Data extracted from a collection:
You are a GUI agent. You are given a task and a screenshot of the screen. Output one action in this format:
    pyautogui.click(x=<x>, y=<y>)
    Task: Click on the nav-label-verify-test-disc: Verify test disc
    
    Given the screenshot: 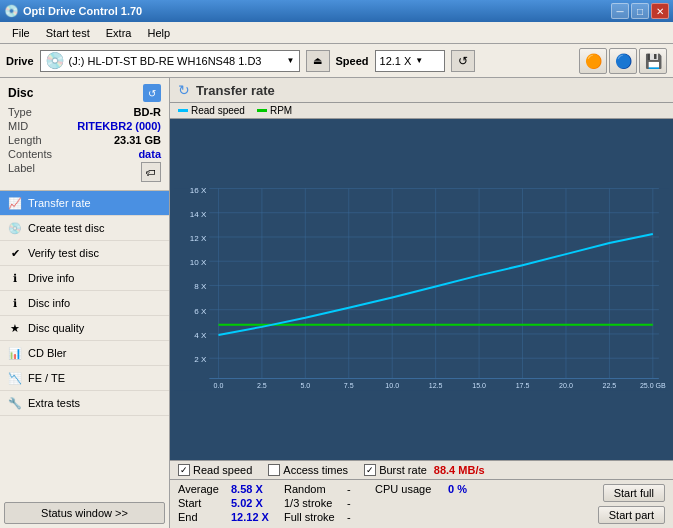 What is the action you would take?
    pyautogui.click(x=64, y=253)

* **What to produce**
Output each line of the records above exactly, beginning at the first, and stop once the line containing "Task: Click on" has been output.

* **Result for this task**
You are a GUI agent. You are given a task and a screenshot of the screen. Output one action in this format:
    pyautogui.click(x=<x>, y=<y>)
    Task: Click on the nav-label-verify-test-disc: Verify test disc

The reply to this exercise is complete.